She wandered along the shore-sands under the cliffs, the box tightly clasped in her arms, her eyes musingly bent upon the brown reaches of drenched seaweed which lay at play with the receding tide.

Her mind conjured up the image of a smiling and ruddy young face, sun-burned and thatched with crisp, curly brown hair—the face of that curious young O’Mahony from Houghton County. His blue eye looked at her half quizzically, half beseeching, but Kate resolutely drove the image away. He was only the merest trifle less mortal than the others.
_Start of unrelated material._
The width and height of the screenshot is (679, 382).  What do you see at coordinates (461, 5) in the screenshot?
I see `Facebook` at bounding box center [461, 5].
So musing, she strolled onward. Suddenly she stopped, and lifted her head triumphantly; the smile had flashed forth again upon her face, and the dark eyes were all aglow. A thought had come to her—so convincing, so unanswerable, so joyously uplifting, that she paused to marvel at having been blind to it so long. Clear as noon sunlight on Mount Gabriel was it what she should pray for.

What could it ever have been, this one crowning object of prayer, but the return of The O’Mahony?

As her mental vision adapted itself to the radiance of this revelation, the abstracted glance which she had allowed to wander over the bay was arrested by a concrete object. Two hundred yards from the water’s edge a strange vessel had heaved to, and was casting anchor. Kate could hear the chain rattling out from the capstan, even as she looked.

The sight sent all prayerful thoughts scurrying out of her head. The presence of vessels of the size of the new-comer was in itself most unusual at Muirisc. But Kate’s practiced eye noticed a strange novelty. The craft, though thick of beam and ungainly in line, carried the staight running bowsprit of a cutter, and in addition to its cutter sheets had a jigger lug-sail. The girl watched these eccentric sails as they were dropped and reefed, with a curious sense of having seen them somewhere before—as if in a vision or some old picture-book of childhood. Confused memories stirred within her as she gazed, and held her mind in daydream captivity. A figure she seemed vaguely to know, stood now at the gunwale.

The spell was rudely broken by a wild shout from the cliff close above her. On the instant, amid a clatter of falling stones and a veritable landslide of sand, rocks and turf, a human figure came rolling, clambering and tumbling down the declivity, and ran toward her, its arms stretched and waving with frantic gestures, and emitting inarticulate cries and groans as it came.

The astonished girl instinctively raised the box in her hands, to use it as a missile. But, lo, it was old Murphy who, half stumbling to his knees at her feet, fiercely clutched her skirts, and pointed in a frenzy of excitement seaward!

“Wid yer own eyes look at it—it, Miss Katie!” he screamed. “Ye can see it yerself! It’s not dr’aming I am!”

“It’s drunk ye are instead, thin, Murphy,” said the girl, sharply, though in great wonderment.